All decisions are logged to $XDG_STATE_HOME/kani/log/routing-YYYY-MM-DD.jsonl (default: ~/.local/state/kani/log/):
{"timestamp":"2025-03-21T19:50:00","prompt_preview":"prove the Riemann...","tier":"REASONING","score":0.82,"confidence":0.87,"method":"distilled-features","agentic_score":1.0,"signals":{"tokenCount":38,"semanticLabels":{"reasoningMarkers":"high","agenticTask":"high"},"featureVersion":"v1"}}Use these logs to build distilled feature training data:
uv run python scripts/build_agentic_dataset.py \
--output data/distilled_feature_dataset.jsonWhen existing logs do not yet include semantic labels, you can annotate missing examples offline:
uv run python scripts/build_agentic_dataset.py \
--annotate-missing \
--output data/distilled_feature_dataset.jsonThen train the multi-output feature classifier bundle:
uv run python scripts/train_classifier.py \
--data data/distilled_feature_dataset.json \
--output modelsThis writes models/feature_classifier.pkl with the sklearn multi-output classifier, per-dimension label encoders, weights, thresholds, and embedding metadata.
kani supports API key authentication to restrict proxy access.
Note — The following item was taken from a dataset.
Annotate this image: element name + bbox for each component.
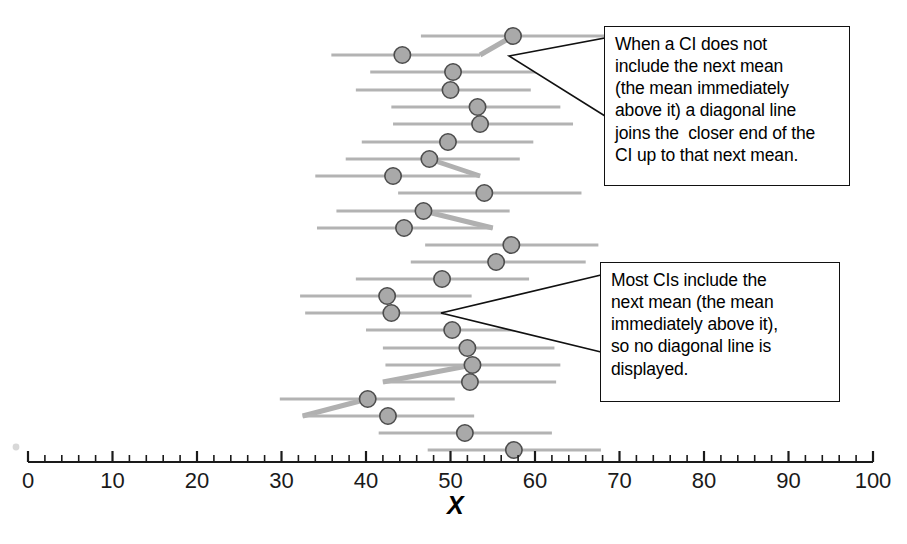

Keys are managed via the CLI and stored in $XDG_DATA_HOME/kani/api_keys.json.
When no keys are configured, all requests pass through without authentication (backward-compatible). As soon as one key is added, every API request must include a valid Authorization: Bearer <key> header.
# Create a key (auto-generated, shown once)
kani keys add hermes
# kani-aBcDeFgH... ← save this
# List keys (prefix only, secrets are not stored in plaintext)
kani keys list
# Remove a key by name or prefix
kani keys remove hermesUsing the key:
curl http://localhost:18420/v1/chat/completions \
-H "Authorization: Bearer kani-aBcDeFgH..." \
-H "Content-Type: application/json" \
-d '{"model": "kani/auto", "messages": [{"role": "user", "content": "hello"}]}'client = OpenAI(
base_url="http://localhost:18420/v1",
api_key="kani-aBcDeFgH...", # kani API key
)/health and /docs are exempt from authentication. No server restart required — keys take effect immediately.
kani serve [--config path] [--host 0.0.0.0] [--port 18420]
kani route "your prompt here" [--config path]
kani config [--config path]
kani keys add <name>
kani keys list
kani keys remove <name|prefix>src/kani/
├── scorer.py # distilled feature scoring (15-dimensional classifier)
├── router.py # Tier → model+provider mapping
├── proxy.py # FastAPI OpenAI-compatible server
├── config.py # YAML config loading, env var resolution
├── dirs.py # XDG-compliant directory paths (config, data, logs)
├── logger.py # JSONL routing log
└── cli.py # Click CLI
uv sync
uv run pytest tests/ -q # 176 tests
uv run ruff check src/
uv run pyright src/Scoring logic ported from ClawRouter (MIT license).